The bulk of the book covers the months after the collapse of Jeremy’s long-stalled relationship. Work and family fill the void—his first novel, a portrait of his absentee father that has been ten years in the writing, nears conclusion just as his secondary career as a porn writer, in which he fictionalizes the life of his new roommate in order to pay the rent, takes off. Jeremy’s mother, a poet hitting her stride in her fifties, and his sister, a musician with a pretentious rock band and a dubious Irish boyfriend, hit milestones of their own, which require his presence and spark his snappy comebacks. Life, he keeps remarking, just goes on, and it does so in ways that will seem familiar to city readers; the “openings, closings, and bad repartee” that Lou Reed noted 30 years ago are still with us.
Alongside its potential prominence as a blind item, Jeremy Thrane is being sold as “social satire,” which makes me wonder: did I miss something? True, there are “normalizing, non-judgmental, open-minded” penis-themed parties here.

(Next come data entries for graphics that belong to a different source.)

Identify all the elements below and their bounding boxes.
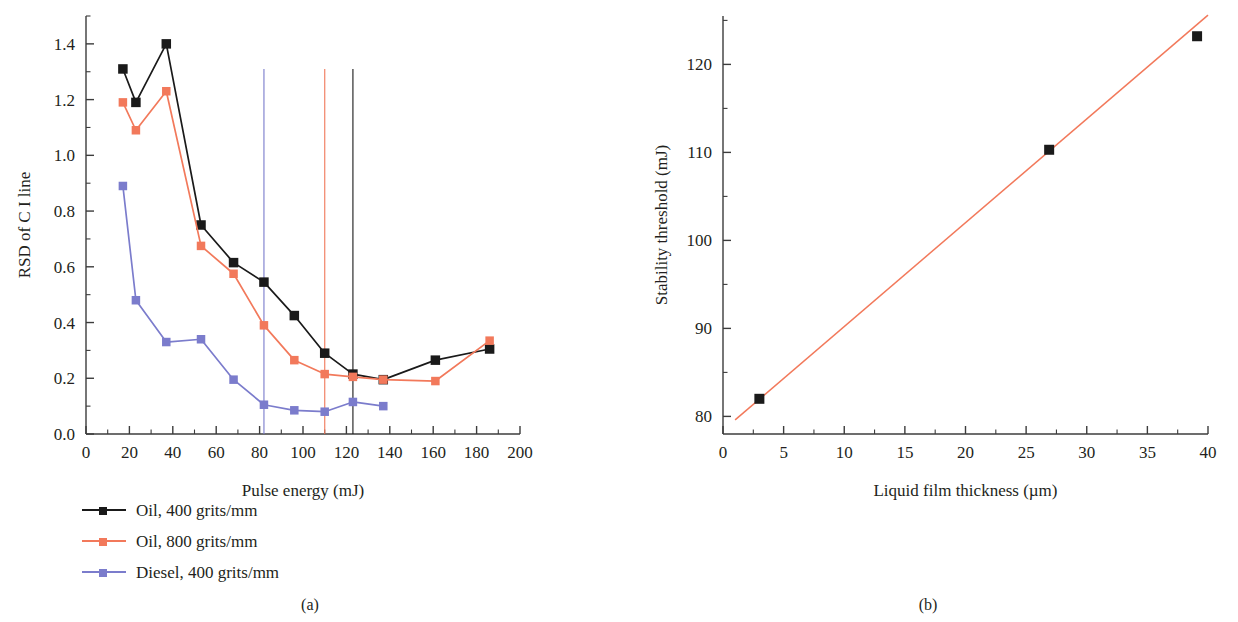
data-point-marker [162, 39, 172, 49]
data-point-marker [754, 394, 764, 404]
x-tick-label: 20 [957, 443, 974, 462]
data-point-marker [260, 400, 269, 409]
x-tick-label: 200 [507, 443, 533, 462]
data-point-marker [379, 402, 388, 411]
y-tick-label: 80 [695, 407, 712, 426]
panel-b-plot: 05101520253035408090100110120Liquid film… [618, 0, 1238, 500]
x-tick-label: 160 [420, 443, 446, 462]
data-point-marker [132, 296, 141, 305]
x-tick-label: 40 [164, 443, 181, 462]
legend-key-oil-800 [82, 535, 126, 547]
y-tick-label: 0.6 [54, 258, 75, 277]
y-axis-title: RSD of C I line [15, 172, 34, 279]
x-tick-label: 25 [1018, 443, 1035, 462]
legend-item-diesel-400: Diesel, 400 grits/mm [82, 560, 279, 584]
x-tick-label: 30 [1078, 443, 1095, 462]
series-line [123, 44, 490, 380]
x-tick-label: 15 [896, 443, 913, 462]
data-point-marker [431, 355, 441, 365]
panel-a-caption: (a) [0, 596, 620, 614]
data-point-marker [259, 277, 269, 287]
data-point-marker [349, 373, 358, 382]
legend-label-diesel-400: Diesel, 400 grits/mm [136, 564, 279, 581]
x-tick-label: 180 [464, 443, 490, 462]
data-point-marker [162, 338, 171, 347]
figure-container: 0204060801001201401601802000.00.20.40.60… [0, 0, 1238, 622]
legend-label-oil-800: Oil, 800 grits/mm [136, 533, 257, 550]
panel-b: 05101520253035408090100110120Liquid film… [618, 0, 1238, 622]
x-tick-label: 40 [1200, 443, 1217, 462]
x-tick-label: 100 [290, 443, 316, 462]
data-point-marker [290, 356, 299, 365]
data-point-marker [1192, 31, 1202, 41]
data-point-marker [131, 98, 141, 108]
y-tick-label: 0.8 [54, 202, 75, 221]
data-point-marker [132, 126, 141, 134]
panel-a-legend: Oil, 400 grits/mm Oil, 800 grits/mm Dies… [82, 498, 279, 584]
data-point-marker [485, 344, 495, 354]
data-point-marker [229, 270, 238, 279]
data-point-marker [320, 348, 330, 358]
data-point-marker [229, 258, 239, 268]
legend-item-oil-800: Oil, 800 grits/mm [82, 529, 279, 553]
data-point-marker [1044, 145, 1054, 155]
series-line [123, 186, 383, 412]
data-point-marker [431, 377, 440, 386]
x-tick-label: 0 [82, 443, 91, 462]
y-tick-label: 100 [687, 231, 713, 250]
y-tick-label: 0.4 [54, 314, 76, 333]
data-point-marker [119, 98, 128, 107]
panel-b-caption: (b) [618, 596, 1238, 614]
x-axis-title: Liquid film thickness (µm) [873, 481, 1057, 500]
fit-line [735, 15, 1208, 420]
x-tick-label: 35 [1139, 443, 1156, 462]
x-tick-label: 80 [251, 443, 268, 462]
y-tick-label: 110 [687, 143, 712, 162]
series-line [123, 91, 490, 381]
data-point-marker [485, 336, 494, 345]
x-tick-label: 60 [208, 443, 225, 462]
data-point-marker [119, 182, 128, 191]
y-axis-title: Stability threshold (mJ) [652, 145, 671, 306]
x-tick-label: 5 [779, 443, 788, 462]
data-point-marker [229, 375, 238, 384]
panel-a: 0204060801001201401601802000.00.20.40.60… [0, 0, 620, 622]
y-tick-label: 0.2 [54, 369, 75, 388]
data-point-marker [197, 242, 206, 251]
data-point-marker [290, 406, 299, 415]
x-tick-label: 20 [121, 443, 138, 462]
x-tick-label: 0 [719, 443, 728, 462]
data-point-marker [260, 321, 269, 330]
x-tick-label: 10 [836, 443, 853, 462]
y-tick-label: 1.0 [54, 146, 75, 165]
legend-key-diesel-400 [82, 566, 126, 578]
data-point-marker [320, 370, 329, 379]
legend-key-oil-400 [82, 504, 126, 516]
data-point-marker [162, 87, 171, 96]
data-point-marker [290, 311, 300, 321]
data-point-marker [118, 64, 128, 74]
data-point-marker [197, 335, 206, 344]
data-point-marker [320, 407, 329, 416]
y-tick-label: 1.4 [54, 35, 76, 54]
y-tick-label: 120 [687, 55, 713, 74]
data-point-marker [349, 398, 358, 407]
x-tick-label: 140 [377, 443, 403, 462]
x-tick-label: 120 [334, 443, 360, 462]
y-tick-label: 0.0 [54, 425, 75, 444]
legend-label-oil-400: Oil, 400 grits/mm [136, 502, 257, 519]
y-tick-label: 1.2 [54, 91, 75, 110]
legend-item-oil-400: Oil, 400 grits/mm [82, 498, 279, 522]
y-tick-label: 90 [695, 319, 712, 338]
panel-a-plot: 0204060801001201401601802000.00.20.40.60… [0, 0, 620, 500]
data-point-marker [379, 375, 388, 384]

There’s a series of air kisses spelled “mwah mwah, mwah mwah, mwah mwah,” and a romantic rival with a fake Japanese accent. But as I read it, this is much less a social commentary than just a good book with a fine sense of humor; I remember laughing, and feeling as though someone was occasionally fumbling for my heartstrings. Christensen’s final uptick in plotline is also mercifully two-faced, offering hope in literary and personal endeavors, and ample room for her protagonist to take two steps back.